Glossary term

Union recycling capacity

A CRMA capacity metric for Union-based recycling operations that produce secondary raw materials from strategic raw-material waste streams.

1 official sourceSingle-source term

What does Union recycling capacity mean?

Union recycling capacity is a secondary-supply metric. It asks how much strategic raw material can be recovered from waste inside the Union, not whether a product contains recycled content or whether a recycler exists.

Source context

This page is anchored in CRMA Article 2, point 11. It covers recycling operations for strategic raw materials after re-processing, including the sorting and pre-treatment of waste and its processing into secondary raw materials, located in the Union.

Official definitions by source

EU Critical Raw Materials Act

Regulation (EU) 2024/1252 establishing a framework for ensuring a secure and sustainable supply of critical raw materials

an aggregate of the maximum annual production volume of recycling operations for strategic raw materials after re-processing, including the sorting and pre-treatment of waste, and its processing into secondary raw materials, located in the Union

CRMA Article 2 source-specific definition layer.

Reference: Article 2, point 11

View official source

Definition status

Reviewed public draft page. Aligns with CRMA capacity/supply-chain policy: separates extraction, processing, recycling, demand baselines, material flows, exploration stages, and strategic-stock evidence.

Practical application

Implementation records should capture recycling facility, secondary raw material, input waste stream, capacity figure, annual output, operator, Member State, recovery technology, calculation basis, reporting year, and link to annual-consumption benchmark.

Minespider commentary

Union recycling capacity is the recycling-capacity control for CRMA evidence. It should connect waste streams, facilities, recovered materials, technology routes, annual volumes, and the 25% benchmark so secondary-supply claims are traceable to actual recovery capacity.

Common confusions

  • Confusing recycling capacity with recycled content in a downstream product.
  • Counting waste collection or sorting capacity as strategic-raw-material recycling capacity.
  • Using a facility name without input waste stream, recovered material, technology route, and annual capacity evidence.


**Action item**
Using the entries below, copy out all lines where "Interest" is found.

[Figure record extracts]
□ □ □ □ □ □ □
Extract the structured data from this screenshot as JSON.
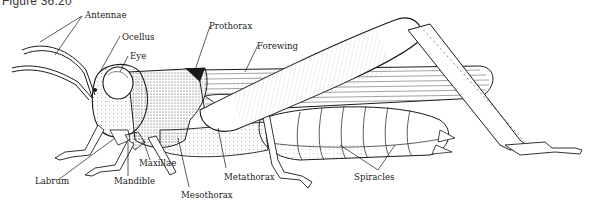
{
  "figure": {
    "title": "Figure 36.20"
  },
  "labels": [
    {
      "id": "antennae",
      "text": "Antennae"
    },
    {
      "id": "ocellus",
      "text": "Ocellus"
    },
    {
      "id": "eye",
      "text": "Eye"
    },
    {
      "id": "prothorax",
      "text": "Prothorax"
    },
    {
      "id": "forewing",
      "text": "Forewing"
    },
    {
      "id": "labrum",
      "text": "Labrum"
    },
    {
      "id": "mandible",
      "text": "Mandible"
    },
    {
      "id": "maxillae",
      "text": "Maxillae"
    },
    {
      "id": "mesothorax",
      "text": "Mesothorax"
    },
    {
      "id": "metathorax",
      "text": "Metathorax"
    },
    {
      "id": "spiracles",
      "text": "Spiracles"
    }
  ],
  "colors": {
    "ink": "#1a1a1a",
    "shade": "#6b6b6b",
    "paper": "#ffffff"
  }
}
□ □ □ □ □ □ □
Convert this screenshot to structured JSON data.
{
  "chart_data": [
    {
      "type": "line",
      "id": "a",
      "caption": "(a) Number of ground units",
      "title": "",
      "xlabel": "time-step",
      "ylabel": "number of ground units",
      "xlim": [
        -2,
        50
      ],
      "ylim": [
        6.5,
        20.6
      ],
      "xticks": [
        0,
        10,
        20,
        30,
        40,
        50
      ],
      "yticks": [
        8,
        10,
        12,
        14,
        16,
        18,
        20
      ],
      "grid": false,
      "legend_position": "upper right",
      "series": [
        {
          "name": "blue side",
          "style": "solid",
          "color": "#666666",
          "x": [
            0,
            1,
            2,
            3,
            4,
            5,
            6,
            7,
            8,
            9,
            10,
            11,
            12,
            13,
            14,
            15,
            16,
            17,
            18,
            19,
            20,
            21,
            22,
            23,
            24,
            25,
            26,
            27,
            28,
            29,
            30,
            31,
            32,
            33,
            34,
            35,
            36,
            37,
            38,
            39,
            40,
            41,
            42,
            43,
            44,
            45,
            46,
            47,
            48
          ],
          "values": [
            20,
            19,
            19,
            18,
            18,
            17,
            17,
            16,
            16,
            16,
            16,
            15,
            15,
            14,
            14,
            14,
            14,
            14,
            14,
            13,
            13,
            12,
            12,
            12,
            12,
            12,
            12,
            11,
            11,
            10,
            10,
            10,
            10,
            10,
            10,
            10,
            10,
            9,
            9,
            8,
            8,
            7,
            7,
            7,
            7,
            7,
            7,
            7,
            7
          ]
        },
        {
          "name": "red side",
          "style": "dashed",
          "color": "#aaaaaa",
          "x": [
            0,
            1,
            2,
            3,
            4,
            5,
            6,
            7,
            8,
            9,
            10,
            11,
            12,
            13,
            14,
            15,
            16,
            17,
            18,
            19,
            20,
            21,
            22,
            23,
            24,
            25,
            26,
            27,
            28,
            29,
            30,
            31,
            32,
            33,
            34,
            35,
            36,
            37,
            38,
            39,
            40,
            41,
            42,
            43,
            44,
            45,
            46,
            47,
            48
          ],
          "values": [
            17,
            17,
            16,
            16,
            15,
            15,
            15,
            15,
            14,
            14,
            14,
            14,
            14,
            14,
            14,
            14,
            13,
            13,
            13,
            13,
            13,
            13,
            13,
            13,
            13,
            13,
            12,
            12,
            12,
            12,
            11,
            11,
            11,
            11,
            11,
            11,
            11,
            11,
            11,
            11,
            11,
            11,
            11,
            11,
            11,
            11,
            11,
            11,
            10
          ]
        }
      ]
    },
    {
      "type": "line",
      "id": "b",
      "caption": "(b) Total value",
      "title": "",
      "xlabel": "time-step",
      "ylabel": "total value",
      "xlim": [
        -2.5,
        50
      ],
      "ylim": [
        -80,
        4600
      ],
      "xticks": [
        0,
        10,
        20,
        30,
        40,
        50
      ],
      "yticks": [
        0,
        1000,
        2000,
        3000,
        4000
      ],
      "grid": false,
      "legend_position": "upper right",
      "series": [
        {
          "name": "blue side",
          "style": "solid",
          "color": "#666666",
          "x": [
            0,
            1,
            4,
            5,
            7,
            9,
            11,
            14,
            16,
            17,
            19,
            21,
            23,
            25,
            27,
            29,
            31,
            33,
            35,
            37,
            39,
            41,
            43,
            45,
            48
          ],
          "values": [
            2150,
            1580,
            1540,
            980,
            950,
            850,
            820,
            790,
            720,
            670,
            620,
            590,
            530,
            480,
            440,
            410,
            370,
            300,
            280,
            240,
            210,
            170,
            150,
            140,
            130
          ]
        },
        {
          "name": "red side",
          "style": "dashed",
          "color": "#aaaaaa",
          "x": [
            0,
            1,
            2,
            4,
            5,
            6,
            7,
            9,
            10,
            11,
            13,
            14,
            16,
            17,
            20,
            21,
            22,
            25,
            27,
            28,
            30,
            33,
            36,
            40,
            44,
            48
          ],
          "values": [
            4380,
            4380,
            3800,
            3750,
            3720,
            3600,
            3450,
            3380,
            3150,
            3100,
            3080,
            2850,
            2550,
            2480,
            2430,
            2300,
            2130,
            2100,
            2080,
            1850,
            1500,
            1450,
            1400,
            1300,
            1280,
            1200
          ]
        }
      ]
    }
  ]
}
□ □ □ □ □ □ □
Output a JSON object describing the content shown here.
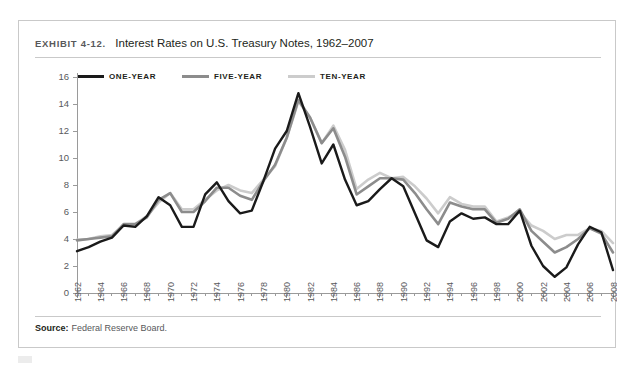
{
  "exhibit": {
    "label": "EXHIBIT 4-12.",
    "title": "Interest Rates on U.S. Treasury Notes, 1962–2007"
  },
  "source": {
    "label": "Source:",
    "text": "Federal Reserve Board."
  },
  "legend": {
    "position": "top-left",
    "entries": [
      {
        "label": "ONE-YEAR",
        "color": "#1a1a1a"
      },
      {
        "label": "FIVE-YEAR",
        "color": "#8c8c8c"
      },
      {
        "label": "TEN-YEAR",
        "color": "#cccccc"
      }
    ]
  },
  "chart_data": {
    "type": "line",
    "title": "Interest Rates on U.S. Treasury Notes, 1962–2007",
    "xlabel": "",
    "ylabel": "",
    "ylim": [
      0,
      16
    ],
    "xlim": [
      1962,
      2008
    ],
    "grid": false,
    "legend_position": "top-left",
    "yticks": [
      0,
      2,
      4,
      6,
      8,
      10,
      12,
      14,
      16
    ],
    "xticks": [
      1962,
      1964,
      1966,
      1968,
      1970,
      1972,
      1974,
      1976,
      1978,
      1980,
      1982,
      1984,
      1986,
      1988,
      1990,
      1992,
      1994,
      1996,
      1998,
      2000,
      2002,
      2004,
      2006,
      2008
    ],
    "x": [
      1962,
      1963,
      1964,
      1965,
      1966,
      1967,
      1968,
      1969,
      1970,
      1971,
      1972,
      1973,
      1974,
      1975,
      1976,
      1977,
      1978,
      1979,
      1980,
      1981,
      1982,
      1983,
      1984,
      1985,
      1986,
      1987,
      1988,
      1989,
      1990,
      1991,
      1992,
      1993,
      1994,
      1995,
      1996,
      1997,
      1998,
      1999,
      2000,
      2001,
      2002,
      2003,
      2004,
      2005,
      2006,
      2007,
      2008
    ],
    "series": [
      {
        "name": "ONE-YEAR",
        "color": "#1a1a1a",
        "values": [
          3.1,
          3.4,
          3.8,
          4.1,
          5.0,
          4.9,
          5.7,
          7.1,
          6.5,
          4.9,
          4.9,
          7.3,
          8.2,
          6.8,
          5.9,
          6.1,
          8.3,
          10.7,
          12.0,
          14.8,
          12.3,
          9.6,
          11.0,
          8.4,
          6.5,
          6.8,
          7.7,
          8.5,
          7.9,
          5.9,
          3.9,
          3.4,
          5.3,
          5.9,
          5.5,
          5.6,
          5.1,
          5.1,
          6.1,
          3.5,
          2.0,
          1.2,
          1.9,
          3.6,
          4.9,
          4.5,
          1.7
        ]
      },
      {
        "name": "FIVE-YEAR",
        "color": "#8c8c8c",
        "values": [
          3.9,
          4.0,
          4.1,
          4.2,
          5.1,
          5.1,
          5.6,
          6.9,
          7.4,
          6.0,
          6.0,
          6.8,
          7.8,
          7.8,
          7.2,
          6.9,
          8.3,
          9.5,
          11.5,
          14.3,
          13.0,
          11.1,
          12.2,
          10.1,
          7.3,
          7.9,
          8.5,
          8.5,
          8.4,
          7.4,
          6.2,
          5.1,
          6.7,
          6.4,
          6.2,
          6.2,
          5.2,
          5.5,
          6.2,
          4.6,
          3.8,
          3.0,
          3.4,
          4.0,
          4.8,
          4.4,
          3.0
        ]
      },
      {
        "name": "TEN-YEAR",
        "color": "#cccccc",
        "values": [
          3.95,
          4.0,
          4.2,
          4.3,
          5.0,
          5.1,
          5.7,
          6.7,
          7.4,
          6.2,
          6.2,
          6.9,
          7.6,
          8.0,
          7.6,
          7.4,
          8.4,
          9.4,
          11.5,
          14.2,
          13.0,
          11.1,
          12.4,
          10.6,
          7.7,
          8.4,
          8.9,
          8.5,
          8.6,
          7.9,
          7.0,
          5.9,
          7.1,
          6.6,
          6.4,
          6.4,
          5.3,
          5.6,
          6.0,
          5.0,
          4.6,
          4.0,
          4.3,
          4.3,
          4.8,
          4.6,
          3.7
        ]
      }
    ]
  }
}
□ □ □ □ □ □ □
**Output of the task**
    "title": "Interest Rates on U.S. Treasury Notes, 1962–2007"
    "title": "Interest Rates on U.S. Treasury Notes, 1962–2007",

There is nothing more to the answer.